The myoelectric Utah Arm 3, made by Motion Control, Inc., is the most advanced prosthetic elbow/hand built for above-elbow amputees. This device uses gears built by FCG for the key articulation sectors.
The Utah Arm incorporates two microcontrollers for the elbow and hand, thus separate and simultaneous control of both are possible, allowing the wearer a more natural feel and free-flow movement.
This sector gear was previously manufactured through a multi-step, two-piece process that involved machining two separate parts, welding those together, grinding down the weld, hardening the part, sending it outside to cut the teeth, then returning it inside for final machining. FCG replaced this process and now does everything complete to save substantial cost and time.
The U.S. Reel SuperCaster 1000, with its no-eyelet, virtually friction-free and high-speed retrieve operation, is made possible by the compact internal gear mechanism supplied by FCG.
A 7075 aluminum gear with internal helix, 0.45 module serves as the main gear on the SuperCaster 1000. FCG helped redesign this component with teeth on the inside to produce a stronger, smoother drive train.
An illustration of the oil pump and starter pulley gear components made for Weiss Racing.
FCG processes various alloy steel, bronze and even titanium gears for FWRC, with performance ratings up to 850 hp.

Back in January, FMD reported on Forest City Gear (Roscoe, IL), a family-owned gear manufacturer that reinvests between 25 to 40 percent of their annual revenue to keep business strong (“Invest To Be Best”, FM Digest, January 9). In this issue, we revisit FCG as a follow-up to see if and how this strategy is helping the company navigate through the difficult economic waters of the current recession.


Fred Young, the CEO of the company, details how the numerous factors of physics, math, material science, machine tool technology – and especially the wave of new applications and new materials in certain markets today – all impact the gear making and gear finishing businesses. As such, “we keep our machinery, equipment and people on the tip of the sword, technologically,” he says. “These investments allow us to do much more for our customers and even a few of our competitors, who use us for specialty work.”


In these tough economic times, Young continues, “it’s the diversity of customers and the broad range of gear solutions we can bring to them that enables them to survive and thrive in these most difficult times.” Here are a few illustrations of the diversity that keeps this “tip of the sword” finely honed:

Motion Control, Inc. (Salt Lake City, UT), one of the Fillauer Companies, is a world leader in myoelectric prosthetic devices and the makers of the world-renowned Utah Arm, the most advanced prosthetic elbow/hand in the industry yet built for above-elbow amputees.
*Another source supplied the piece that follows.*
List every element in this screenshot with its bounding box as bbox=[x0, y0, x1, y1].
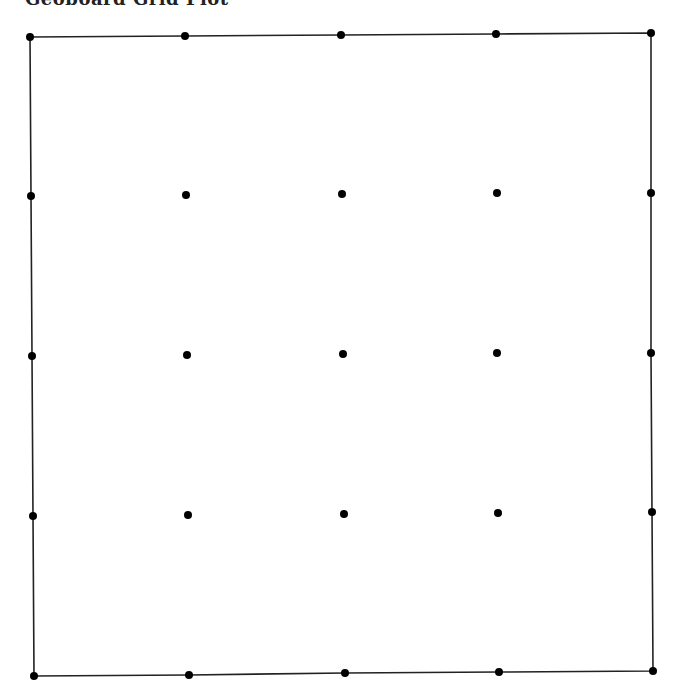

The development of this unique device was done by Motion Control and the University of Utah’s Center for Engineering Design and is today in its third iteration, the Utah Arm 3.


This device incorporates two microcontrollers for the elbow and hand, thus separate and simultaneous control of both are possible, allowing the wearer a more natural feel and free-flow movement. Many veterans of the War in Iraq have been fitted with the Utah Arm 3 at Walter Reed Medical Center and Brooke Army Medical Center. Motion Control also released the myoelectric hand and Electric Terminal Device (ETD) to complete its line.


With a strong motor, strong fingers, battery save feature, wider grip and quick disconnect wrist, the MC Hand offers speed and rugged wear performance. Motion Control follows rigorous FDA and ISO quality control standards. “We have partnered with FCG since its earliest versions of the Utah Arm,” according to Roger Morandi, documentation manager at Motion Control. “Quality and reliability are crucial in creating the precision sector gears and pinion gears for all three of our flagship products, namely, the Utah Arm, Motion Control Hand and ETD.”


For many years, the sector gears were made for the Utah Arm in a multi-step process that included machining two separate parts, welding those together, grinding down the weld, hardening the part, having FCG cut the teeth and do some final machining. The time and cost involved merely to move the products from one vendor to another were substantial. Typically, a 10-15 percent product loss was experienced in this process.


FCG proposed single sourcing for the product and the job was awarded to them. As Morandi puts it, “We now just send them an order while we concentrate on our customers. This enables us to quickly receive high precision gears at a better price than we were paying, without the hassle of chasing the products from one vendor to another.”


At U.S. Reel (St. Louis, MO), their new SuperCaster 1000 has a same-direction, no eyelet, virtually friction-free and very high-speed retrieve rate, owing in large part to the internal gear mechanism built by FCG. According to company president Fred Kemp, “We’d produced our design to the CAD stage in Catia, SolidWorks and Pro-E formats, working with an outside consultant and our manufacturing partner. It was a combined engineering effort, using GearTrax software from Camnetics. We’d been referred to Fred Young by our consultant, Bob Benzinger. Upon first meeting he and Mike Goza (the product manager) and learning they were both passionate fishermen, we quickly realized we had a receptive ear for our needs.”


Kemp described the part they’d designed as a 7075 aluminum gear with internal helix, 0.45 module. The part was being wire EDM’d by U.S. Reel’s manufacturing partner and the weak area on the teeth was consistently breaking. Then, working with Young and Goza, Kemp explains how they had a “Eureka moment” when FCG discovered two inconsistencies in the initial design and “simply worked harder to overcome them for us.”